Questions: Refraction at Boundaries and Snell's Law
5 questions to test your understanding
Score: 0 / 5
Question 1 Multiple Choice
Light travels from glass (n = 1.5) into water (n = 1.33). Which correctly describes the refracted ray?
AIt bends toward the normal because it enters a denser medium
BIt bends away from the normal because it enters a less optically dense medium
CIt travels in the same direction because both media are transparent
DIt bends toward the normal because the wavelength increases upon entering water
When light moves from a higher-n to a lower-n medium (glass → water), it speeds up. By Snell's law n₁ sin θ₁ = n₂ sin θ₂, if n₁ > n₂ then sin θ₂ > sin θ₁, so θ₂ > θ₁ — the ray bends away from the normal. Option A confuses the direction of bending; 'denser medium' means higher n, which bends toward the normal — but here glass is the denser medium, not water.
Question 2 Multiple Choice
When light passes from air into glass, which property of the wave remains unchanged at the interface?
ASpeed
BWavelength
CFrequency
DDirection of propagation
Frequency is set by the source and cannot change at the interface — wave cycles cannot be created or destroyed there (phase continuity). Speed decreases (v = c/n), wavelength shortens proportionally (λ = v/f), and direction changes. Frequency alone is invariant. This invariance is the physical reason refraction happens: the wavelength must shorten, which forces the wavefront to pivot.
Question 3 True / False
A ray entering a medium with a higher refractive index always bends toward the normal.
TTrue
FFalse
Answer: True
Snell's law: n₁ sin θ₁ = n₂ sin θ₂. If n₂ > n₁, then sin θ₂ must be smaller than sin θ₁ to keep the products equal, so θ₂ < θ₁ — the refracted ray is closer to the normal. This is unambiguous and direction-independent; entering a higher-n medium always bends toward the normal.
Question 4 True / False
When light slows down upon entering a denser medium, its frequency decreases proportionally so that energy is conserved.
TTrue
FFalse
Answer: False
Frequency does not change when light crosses an interface — it is determined by the source, not the medium. Energy per photon (E = hf) is also unchanged. What decreases proportionally with speed is the wavelength: since v = fλ, if v drops and f is fixed, then λ must drop by the same factor. Confusing wavelength change with frequency change is a common error.
Question 5 Short Answer
Why does light change direction when it crosses from one medium into another? Explain in terms of what changes and what stays constant at the interface.

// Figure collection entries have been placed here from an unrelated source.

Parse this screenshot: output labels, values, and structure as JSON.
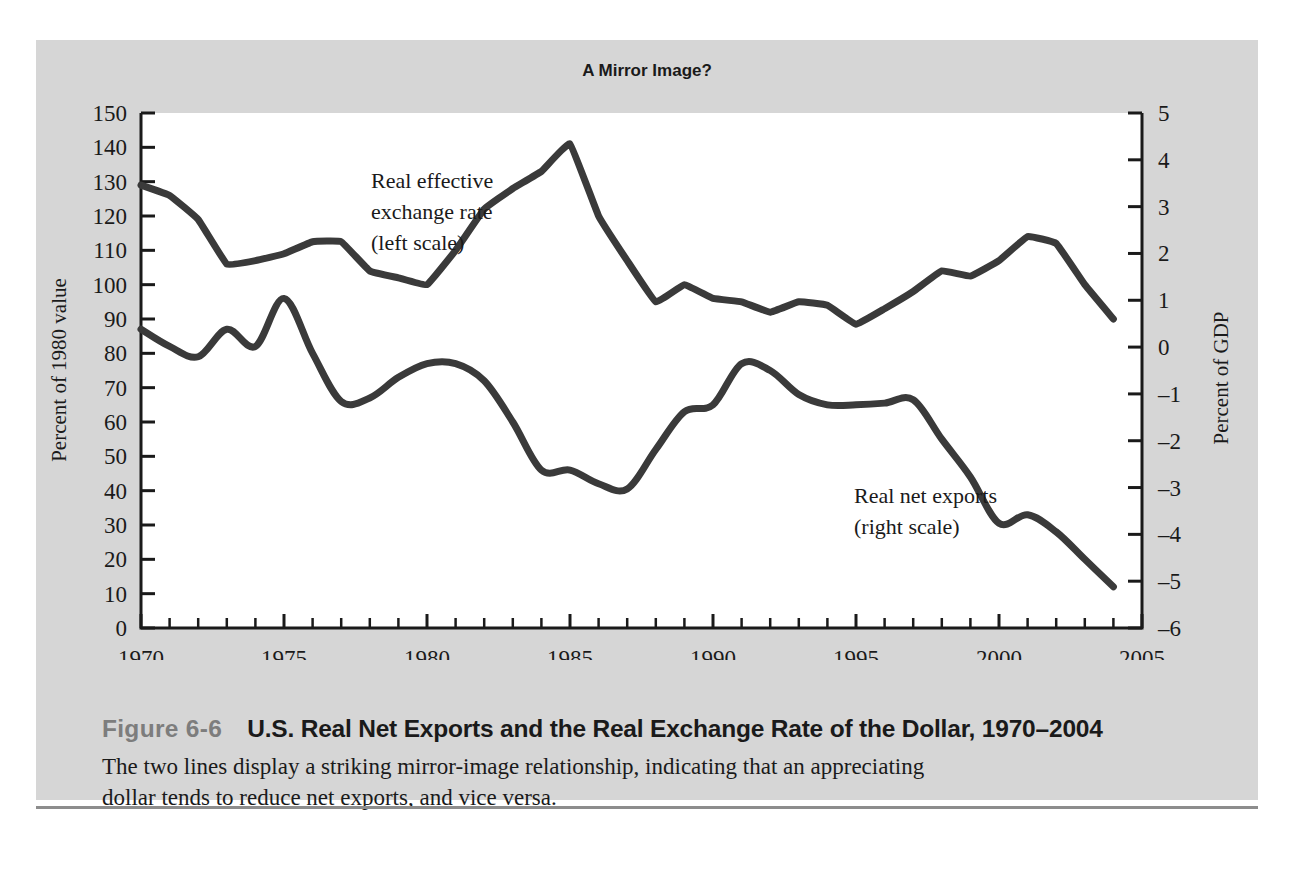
{
  "figure": {
    "number": "Figure 6-6",
    "heading": "U.S. Real Net Exports and the Real Exchange Rate of the Dollar, 1970–2004",
    "body": "The two lines display a striking mirror-image relationship, indicating that an appreciating dollar tends to reduce net exports, and vice versa."
  },
  "colors": {
    "panel_background": "#d6d6d6",
    "plot_background": "#ffffff",
    "line": "#3a3a3a",
    "axis": "#1a1a1a",
    "figure_number": "#7d7d7d",
    "rule": "#8d8d8d"
  },
  "chart_data": {
    "type": "line",
    "title": "A Mirror Image?",
    "xlabel": "",
    "ylabel": "Percent of 1980 value",
    "y2label": "Percent of GDP",
    "grid": false,
    "legend": "annotations-on-plot",
    "xlim": [
      1970,
      2005
    ],
    "ylim": [
      0,
      150
    ],
    "y2lim": [
      -6,
      5
    ],
    "xticks": [
      1970,
      1975,
      1980,
      1985,
      1990,
      1995,
      2000,
      2005
    ],
    "xtick_labels": [
      "1970",
      "1975",
      "1980",
      "1985",
      "1990",
      "1995",
      "2000",
      "2005"
    ],
    "x_minor_tick_step": 1,
    "yticks": [
      0,
      10,
      20,
      30,
      40,
      50,
      60,
      70,
      80,
      90,
      100,
      110,
      120,
      130,
      140,
      150
    ],
    "ytick_labels": [
      "0",
      "10",
      "20",
      "30",
      "40",
      "50",
      "60",
      "70",
      "80",
      "90",
      "100",
      "110",
      "120",
      "130",
      "140",
      "150"
    ],
    "y2ticks": [
      -6,
      -5,
      -4,
      -3,
      -2,
      -1,
      0,
      1,
      2,
      3,
      4,
      5
    ],
    "y2tick_labels": [
      "–6",
      "–5",
      "–4",
      "–3",
      "–2",
      "–1",
      "0",
      "1",
      "2",
      "3",
      "4",
      "5"
    ],
    "x": [
      1970,
      1971,
      1972,
      1973,
      1974,
      1975,
      1976,
      1977,
      1978,
      1979,
      1980,
      1981,
      1982,
      1983,
      1984,
      1985,
      1986,
      1987,
      1988,
      1989,
      1990,
      1991,
      1992,
      1993,
      1994,
      1995,
      1996,
      1997,
      1998,
      1999,
      2000,
      2001,
      2002,
      2003,
      2004
    ],
    "series": [
      {
        "name": "Real effective exchange rate",
        "scale": "left",
        "axis_units": "Percent of 1980 value",
        "annotation": "Real effective\nexchange rate\n(left scale)",
        "values": [
          129,
          126,
          119,
          106,
          107,
          109,
          112.5,
          112.5,
          104,
          102,
          100,
          110,
          122,
          128,
          133,
          141,
          120,
          107,
          95,
          100,
          96,
          95,
          92,
          95,
          94,
          88.5,
          93,
          98,
          104,
          102.5,
          107,
          114,
          112,
          100,
          90
        ]
      },
      {
        "name": "Real net exports",
        "scale": "right",
        "axis_units": "Percent of GDP",
        "annotation": "Real net exports\n(right scale)",
        "values_left_equivalent": [
          87,
          82,
          79,
          87,
          82,
          96,
          80,
          66,
          67,
          73,
          77,
          77,
          72,
          60,
          46,
          46,
          42,
          40.5,
          52,
          63,
          65,
          77,
          75,
          68,
          65,
          65,
          65.5,
          66.5,
          55,
          44,
          30.5,
          33,
          28,
          20,
          12
        ],
        "values": [
          0.2,
          -0.3,
          -0.6,
          0.2,
          -0.3,
          1.1,
          -0.5,
          -1.8,
          -1.7,
          -1.1,
          -0.7,
          -0.7,
          -1.2,
          -2.5,
          -3.0,
          -3.0,
          -3.4,
          -3.6,
          -2.4,
          -1.2,
          -1.0,
          0.2,
          0.0,
          -0.6,
          -1.0,
          -1.0,
          -0.9,
          -0.8,
          -1.9,
          -3.1,
          -4.6,
          -4.3,
          -4.8,
          -5.0,
          -5.1
        ]
      }
    ]
  }
}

Think about your answer, then reveal below.
Model answer: Frequency must remain constant at the interface (wave cycles cannot be created or destroyed there). Since v = fλ, when the wave slows in the new medium, the wavelength must shorten. The portion of the wavefront that enters first slows and shortens, while the rest still travels at the original speed — this mismatch pivots the wavefront, changing the ray's direction. Snell's law quantifies that pivot.
The deeper insight is that bending is a consequence of wavelength change forced by frequency invariance. A useful analogy: soldiers marching at an angle toward mud — those who hit the mud first slow down, causing the rank to swing. The frequency-stays-constant constraint is what makes this analysis rigorous rather than just a visual analogy.